As these miseries deepen, Nigerians are also very concerned about the politics of the country. The drama played out over President Tinubu’s certificate saga this week is bringing shame on Nigerians. Why should there be such profound questions about fake and true certificates, gender identity, possible identity theft around our president? Why are we unable to produce a political class composed with people with clear traceable itineraries and integrity? Meanwhile, the concern of Nigerians is the capacity of the judiciary to deliver justice in the numerous cases where power and money appear to determine outcomes rather than truth. My fear is that the combination of the suffering from economic woes and injustice from the courts might tilt the balance in provoking explosive anger from the people. The judiciary should know that it is itself on trial in the people’s court. 

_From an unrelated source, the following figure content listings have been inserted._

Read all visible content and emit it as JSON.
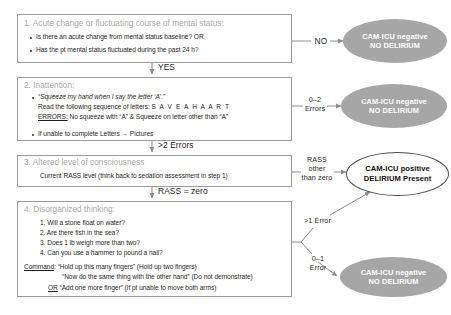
{
  "diagram": {
    "colors": {
      "box_border": "#9a9a9a",
      "box_title_text": "#a8a8a8",
      "negative_fill": "#a6a6a6",
      "negative_text": "#ffffff",
      "positive_fill": "#ffffff",
      "positive_border": "#4d4d4d",
      "positive_text": "#111111",
      "connector": "#8c8c8c",
      "body_text": "#1f1f1f"
    }
  },
  "steps": {
    "step1": {
      "title": "1. Acute change or fluctuating course of mental status:",
      "bullets": [
        "Is there an acute change from mental status baseline? OR",
        "Has the pt mental status fluctuated during the past 24 h?"
      ]
    },
    "step2": {
      "title": "2. Inattention:",
      "quote": "“Squeeze my hand when I say the letter ‘A’.”",
      "read_prefix": "Read the following sequence of letters:",
      "letters": "S A V E A H A A R T",
      "errors_label": "ERRORS:",
      "errors_text": "No squeeze with “A” & Squeeze on letter other than “A”",
      "fallback": "If unable to complete Letters → Pictures"
    },
    "step3": {
      "title": "3. Altered level of consciousness",
      "detail": "Current RASS level (think back to sedation assessment in step 1)"
    },
    "step4": {
      "title": "4. Disorganized thinking:",
      "questions": [
        "1. Will a stone float on water?",
        "2. Are there fish in the sea?",
        "3. Does 1 lb weigh more than two?",
        "4. Can you use a hammer to pound a nail?"
      ],
      "command_label": "Command",
      "command_lines": [
        ": “Hold up this many fingers” (Hold up two fingers)",
        "“Now do the same thing with the other hand” (Do not demonstrate)",
        "“Add one more finger” (If pt unable to move both arms)"
      ],
      "or_label": "OR"
    }
  },
  "edges": {
    "no": "NO",
    "yes": "YES",
    "errors_0_2_line1": "0–2",
    "errors_0_2_line2": "Errors",
    "errors_gt2": ">2 Errors",
    "rass_other_line1": "RASS",
    "rass_other_line2": "other",
    "rass_other_line3": "than zero",
    "rass_zero": "RASS = zero",
    "errors_gt1": ">1 Error",
    "errors_0_1_line1": "0–1",
    "errors_0_1_line2": "Error"
  },
  "outcomes": {
    "negative_top": {
      "line1": "CAM-ICU negative",
      "line2": "NO DELIRIUM"
    },
    "negative_mid": {
      "line1": "CAM-ICU negative",
      "line2": "NO DELIRIUM"
    },
    "negative_bottom": {
      "line1": "CAM-ICU negative",
      "line2": "NO DELIRIUM"
    },
    "positive": {
      "line1": "CAM-ICU positive",
      "line2": "DELIRIUM Present"
    }
  }
}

The distance between Nigeria’s irresponsibly over affluent political class and the people has become extremely wide. They are having the best times of their lives at a time in which even the middle class is becoming pauperised and forced to sell its assets to survive. As Allister Cooke, the late BBC letter writer from America once explained, POWER CORRUPTS AND ABSOLUTE POWER IS ABSOLUTELY DELICIOUS. The problem will be when it bursts there will be no winners. Nigeria’s ruling class is incapable of acting in its enlightened self-interest, so we might just have to wait for the explosion. What is clear is that the social contract between the people and the ruling class is broken, public trust has disappeared and transactional politics is approaching its limits. 

If someone in government happens to come across this column, think about it and consider the reality that immediate self-interest of those in power cannot in a country like Nigeria be the sole purpose of government. The security and welfare of the people is the constitutional purpose of the government.